If you do a google search for raw milk and Russian Roulette, you will see that these two go together like salt and pepper. Even the head of the FDA, John Sheehan, said recently that drinking raw milk was "like playing Russian Roulette with your health."
Russian Roullette, is of course the often lethal "game" popularized in The Deer Hunter, where one bullet is placed in a revolver's cylinder, the cylinder is spun, the revolver is put up against the player's head and the trigger is pulled. The player's odds of killing himself are one in six, so when someone says something is like playing Russian Roulette, I'm very unlikely to do that something.
And, Wisconsin Governor Doyle recenlty cited these same safety concerns when he recently vetoed legislation that would have lifted the ban of raw milk in Wisconsin.
So let's look at the numbers: Between 1998 and 2008 there were 85 raw milk related outbreaks reported to the CDC, which resulted in 1,614 illnesses, 187 hospitalizations, and two deaths.
Of course, the CDC only gets wind of an outbreak if several people get sick at the same place at the same time. So, for the sake of argument, let's double the numbers for that ten year period and figure it on a per-year basis. That comes out to 269 illnesses a year, 37 hospitalizations, and .4 deaths a year.
It is estimated that one percent of the U.S. population drinks raw milk, which comes out to 3.07 million people. So, every year about .0089% of raw milk drinkers get sick, .0012% get hospitalized, and .000013% die.
Another way to look at is if you lined up 8 million people and gave them all raw milk over a year, one would die.
For comparison sake, over a similar one year period the odds of dying in car crash are one 6,500, dying in plane crash are one in 400,000 over a year, and being struck and killed by lighting are one in 6.2 million.
So, yes, you literally have a better chance of dying from getting struck by lightening that you do from drinking raw milk-- hardly the "Russian Roulette" described by the FDA.
In fact, for comparison purposes, let's look at eggs. According to the CDC, eggs cause food poisoning severe enough to require 1,440 to be hospitalized each year and 75 resulting in death each year. (75 deaths?!? We must ban eggs!) OK, but if look at the odds, dying of egg-related food poisoning is pretty remote: .000031% But, this .000031% is still over twice the risk of dying from raw milk over a year!
What really makes all this stink is the backdrop of monopolistic milk processors recently paying dairy farmers near-record LOW milk prices, charging consumers near-record HIGH milk prices and all the while swindling near-record high profits for themselves. In fact, recently the DOJ filed a antitrust suit against Dean Foods-- Wisconsin's main milk processor-- for their monopolistic and predatory business practices.
As long as we're talking about odds, I would say the odds are that the milk processors and their powerful lobby had more to do with keeping farmers from selling and consumers from buying raw milk than phony safety concerns.
Now, more than ever, dairy farmers and consumers need someone to stand up for them. I hope the Wisconsin legislature does just that and overrides Governor Doyle's veto and I hope that if this issue comes up in your state, your policy makers won't be hoodwinked by phony health concerns.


▶ Aim of the exercise
Every record below should be repeated word for word, with the pictures left out.

** Opening Records to process block **

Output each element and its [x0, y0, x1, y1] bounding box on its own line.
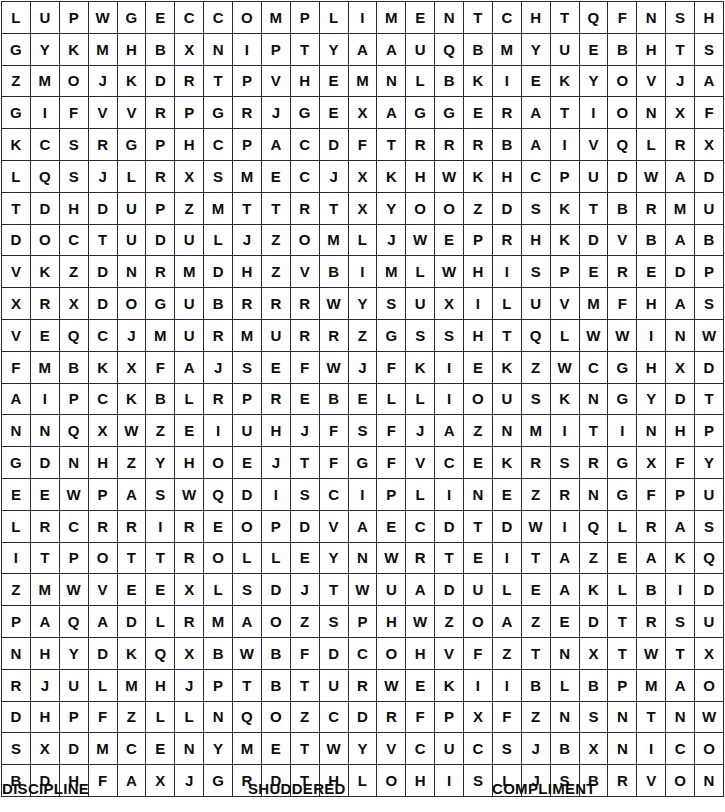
grid-cell[interactable]: P [666, 478, 695, 510]
grid-cell[interactable]: B [261, 637, 290, 669]
grid-cell[interactable]: H [521, 2, 550, 34]
grid-cell[interactable]: H [377, 606, 406, 638]
grid-cell[interactable]: W [608, 319, 637, 351]
grid-cell[interactable]: T [492, 319, 521, 351]
grid-cell[interactable]: X [435, 288, 464, 320]
grid-cell[interactable]: O [608, 65, 637, 97]
grid-cell[interactable]: F [290, 637, 319, 669]
grid-cell[interactable]: K [492, 351, 521, 383]
grid-cell[interactable]: Y [146, 447, 175, 479]
grid-cell[interactable]: L [492, 288, 521, 320]
grid-cell[interactable]: M [146, 319, 175, 351]
grid-cell[interactable]: D [2, 701, 31, 733]
grid-cell[interactable]: A [492, 606, 521, 638]
grid-cell[interactable]: V [377, 733, 406, 765]
grid-cell[interactable]: M [30, 351, 59, 383]
grid-cell[interactable]: Q [59, 415, 88, 447]
grid-cell[interactable]: V [550, 288, 579, 320]
grid-cell[interactable]: T [2, 192, 31, 224]
grid-cell[interactable]: N [204, 33, 233, 65]
grid-cell[interactable]: Z [435, 606, 464, 638]
grid-cell[interactable]: N [2, 637, 31, 669]
grid-cell[interactable]: I [492, 669, 521, 701]
grid-cell[interactable]: E [2, 478, 31, 510]
grid-cell[interactable]: R [637, 606, 666, 638]
grid-cell[interactable]: J [348, 351, 377, 383]
grid-cell[interactable]: V [579, 129, 608, 161]
grid-cell[interactable]: V [319, 510, 348, 542]
grid-cell[interactable]: V [2, 319, 31, 351]
grid-cell[interactable]: G [608, 351, 637, 383]
grid-cell[interactable]: X [59, 288, 88, 320]
grid-cell[interactable]: W [521, 510, 550, 542]
grid-cell[interactable]: W [406, 224, 435, 256]
grid-cell[interactable]: I [30, 383, 59, 415]
grid-cell[interactable]: D [30, 192, 59, 224]
grid-cell[interactable]: R [146, 256, 175, 288]
grid-cell[interactable]: O [30, 224, 59, 256]
grid-cell[interactable]: P [146, 192, 175, 224]
grid-cell[interactable]: Q [521, 319, 550, 351]
grid-cell[interactable]: E [579, 33, 608, 65]
grid-cell[interactable]: I [348, 2, 377, 34]
grid-cell[interactable]: E [521, 574, 550, 606]
grid-cell[interactable]: H [406, 637, 435, 669]
grid-cell[interactable]: G [2, 97, 31, 129]
grid-cell[interactable]: E [261, 733, 290, 765]
grid-cell[interactable]: I [348, 256, 377, 288]
grid-cell[interactable]: K [492, 447, 521, 479]
grid-cell[interactable]: C [175, 2, 204, 34]
grid-cell[interactable]: J [290, 574, 319, 606]
grid-cell[interactable]: I [464, 669, 493, 701]
grid-cell[interactable]: R [406, 129, 435, 161]
grid-cell[interactable]: D [695, 351, 724, 383]
grid-cell[interactable]: Y [695, 447, 724, 479]
grid-cell[interactable]: D [666, 256, 695, 288]
grid-cell[interactable]: B [146, 33, 175, 65]
grid-cell[interactable]: F [406, 701, 435, 733]
grid-cell[interactable]: O [88, 542, 117, 574]
grid-cell[interactable]: R [2, 669, 31, 701]
grid-cell[interactable]: Q [59, 606, 88, 638]
grid-cell[interactable]: T [319, 192, 348, 224]
grid-cell[interactable]: X [579, 637, 608, 669]
grid-cell[interactable]: K [579, 574, 608, 606]
grid-cell[interactable]: G [608, 383, 637, 415]
grid-cell[interactable]: I [233, 33, 262, 65]
grid-cell[interactable]: L [146, 606, 175, 638]
grid-cell[interactable]: H [464, 319, 493, 351]
grid-cell[interactable]: U [435, 733, 464, 765]
grid-cell[interactable]: P [59, 701, 88, 733]
grid-cell[interactable]: R [88, 129, 117, 161]
grid-cell[interactable]: R [290, 288, 319, 320]
grid-cell[interactable]: H [666, 415, 695, 447]
grid-cell[interactable]: J [233, 224, 262, 256]
grid-cell[interactable]: Z [521, 351, 550, 383]
grid-cell[interactable]: G [146, 288, 175, 320]
grid-cell[interactable]: P [233, 383, 262, 415]
grid-cell[interactable]: B [521, 669, 550, 701]
grid-cell[interactable]: U [117, 224, 146, 256]
grid-cell[interactable]: N [2, 415, 31, 447]
grid-cell[interactable]: Y [637, 383, 666, 415]
grid-cell[interactable]: I [146, 510, 175, 542]
grid-cell[interactable]: A [695, 65, 724, 97]
grid-cell[interactable]: U [406, 288, 435, 320]
grid-cell[interactable]: T [233, 192, 262, 224]
grid-cell[interactable]: U [59, 669, 88, 701]
grid-cell[interactable]: W [319, 288, 348, 320]
grid-cell[interactable]: Z [117, 447, 146, 479]
grid-cell[interactable]: I [204, 415, 233, 447]
grid-cell[interactable]: K [550, 224, 579, 256]
grid-cell[interactable]: P [348, 606, 377, 638]
grid-cell[interactable]: O [233, 510, 262, 542]
grid-cell[interactable]: V [608, 224, 637, 256]
word-list-item-1[interactable]: DISCIPLINE [2, 780, 89, 797]
grid-cell[interactable]: N [59, 447, 88, 479]
grid-cell[interactable]: M [175, 256, 204, 288]
grid-cell[interactable]: W [637, 637, 666, 669]
grid-cell[interactable]: S [695, 288, 724, 320]
grid-cell[interactable]: V [290, 256, 319, 288]
grid-cell[interactable]: Y [59, 637, 88, 669]
grid-cell[interactable]: T [146, 542, 175, 574]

** Closing Records to process block **

▶ Written response
Output each element and its [x0, y0, x1, y1] bounding box on its own line.
grid-cell[interactable]: P [666, 478, 695, 510]
grid-cell[interactable]: B [261, 637, 290, 669]
grid-cell[interactable]: H [521, 2, 550, 34]
grid-cell[interactable]: H [377, 606, 406, 638]
grid-cell[interactable]: W [608, 319, 637, 351]
grid-cell[interactable]: T [492, 319, 521, 351]
grid-cell[interactable]: X [435, 288, 464, 320]
grid-cell[interactable]: O [608, 65, 637, 97]
grid-cell[interactable]: F [290, 637, 319, 669]
grid-cell[interactable]: K [492, 351, 521, 383]
grid-cell[interactable]: Y [146, 447, 175, 479]
grid-cell[interactable]: L [492, 288, 521, 320]
grid-cell[interactable]: M [146, 319, 175, 351]
grid-cell[interactable]: D [2, 701, 31, 733]
grid-cell[interactable]: A [492, 606, 521, 638]
grid-cell[interactable]: V [377, 733, 406, 765]
grid-cell[interactable]: M [30, 351, 59, 383]
grid-cell[interactable]: Q [59, 415, 88, 447]
grid-cell[interactable]: V [550, 288, 579, 320]
grid-cell[interactable]: T [2, 192, 31, 224]
grid-cell[interactable]: N [204, 33, 233, 65]
grid-cell[interactable]: Z [435, 606, 464, 638]
grid-cell[interactable]: N [2, 637, 31, 669]
grid-cell[interactable]: I [492, 669, 521, 701]
grid-cell[interactable]: E [2, 478, 31, 510]
grid-cell[interactable]: R [637, 606, 666, 638]
grid-cell[interactable]: J [348, 351, 377, 383]
grid-cell[interactable]: V [579, 129, 608, 161]
grid-cell[interactable]: V [319, 510, 348, 542]
grid-cell[interactable]: V [2, 319, 31, 351]
grid-cell[interactable]: G [608, 351, 637, 383]
grid-cell[interactable]: X [59, 288, 88, 320]
grid-cell[interactable]: W [521, 510, 550, 542]
grid-cell[interactable]: W [406, 224, 435, 256]
grid-cell[interactable]: I [30, 383, 59, 415]
grid-cell[interactable]: D [30, 192, 59, 224]
grid-cell[interactable]: R [146, 256, 175, 288]
grid-cell[interactable]: O [30, 224, 59, 256]
grid-cell[interactable]: P [146, 192, 175, 224]
grid-cell[interactable]: Q [521, 319, 550, 351]
grid-cell[interactable]: E [579, 33, 608, 65]
grid-cell[interactable]: I [348, 2, 377, 34]
grid-cell[interactable]: E [521, 574, 550, 606]
grid-cell[interactable]: H [406, 637, 435, 669]
grid-cell[interactable]: G [2, 97, 31, 129]
grid-cell[interactable]: E [261, 733, 290, 765]
grid-cell[interactable]: I [348, 256, 377, 288]
grid-cell[interactable]: K [492, 447, 521, 479]
grid-cell[interactable]: C [175, 2, 204, 34]
grid-cell[interactable]: J [290, 574, 319, 606]
grid-cell[interactable]: I [464, 669, 493, 701]
grid-cell[interactable]: R [406, 129, 435, 161]
grid-cell[interactable]: D [695, 351, 724, 383]
grid-cell[interactable]: Y [695, 447, 724, 479]
grid-cell[interactable]: D [666, 256, 695, 288]
grid-cell[interactable]: B [146, 33, 175, 65]
grid-cell[interactable]: F [406, 701, 435, 733]
grid-cell[interactable]: O [88, 542, 117, 574]
grid-cell[interactable]: R [2, 669, 31, 701]
grid-cell[interactable]: Q [59, 606, 88, 638]
grid-cell[interactable]: T [319, 192, 348, 224]
grid-cell[interactable]: X [579, 637, 608, 669]
grid-cell[interactable]: K [579, 574, 608, 606]
grid-cell[interactable]: G [608, 383, 637, 415]
grid-cell[interactable]: I [233, 33, 262, 65]
grid-cell[interactable]: L [146, 606, 175, 638]
grid-cell[interactable]: H [464, 319, 493, 351]
grid-cell[interactable]: U [435, 733, 464, 765]
grid-cell[interactable]: P [59, 701, 88, 733]
grid-cell[interactable]: R [88, 129, 117, 161]
grid-cell[interactable]: R [290, 288, 319, 320]
grid-cell[interactable]: H [666, 415, 695, 447]
grid-cell[interactable]: J [233, 224, 262, 256]
grid-cell[interactable]: Z [521, 351, 550, 383]
grid-cell[interactable]: G [146, 288, 175, 320]
grid-cell[interactable]: P [233, 383, 262, 415]
grid-cell[interactable]: B [521, 669, 550, 701]
grid-cell[interactable]: U [117, 224, 146, 256]
grid-cell[interactable]: N [2, 415, 31, 447]
grid-cell[interactable]: Y [637, 383, 666, 415]
grid-cell[interactable]: I [146, 510, 175, 542]
grid-cell[interactable]: A [695, 65, 724, 97]
grid-cell[interactable]: U [406, 288, 435, 320]
grid-cell[interactable]: T [233, 192, 262, 224]
grid-cell[interactable]: U [59, 669, 88, 701]
grid-cell[interactable]: W [319, 288, 348, 320]
grid-cell[interactable]: Z [117, 447, 146, 479]
grid-cell[interactable]: I [204, 415, 233, 447]
grid-cell[interactable]: K [550, 224, 579, 256]
grid-cell[interactable]: P [348, 606, 377, 638]
grid-cell[interactable]: O [233, 510, 262, 542]
grid-cell[interactable]: V [608, 224, 637, 256]
word-list-item-1[interactable]: DISCIPLINE [2, 780, 89, 797]
grid-cell[interactable]: N [59, 447, 88, 479]
grid-cell[interactable]: M [175, 256, 204, 288]
grid-cell[interactable]: W [637, 637, 666, 669]
grid-cell[interactable]: S [695, 288, 724, 320]
grid-cell[interactable]: V [290, 256, 319, 288]
grid-cell[interactable]: Y [59, 637, 88, 669]
grid-cell[interactable]: T [146, 542, 175, 574]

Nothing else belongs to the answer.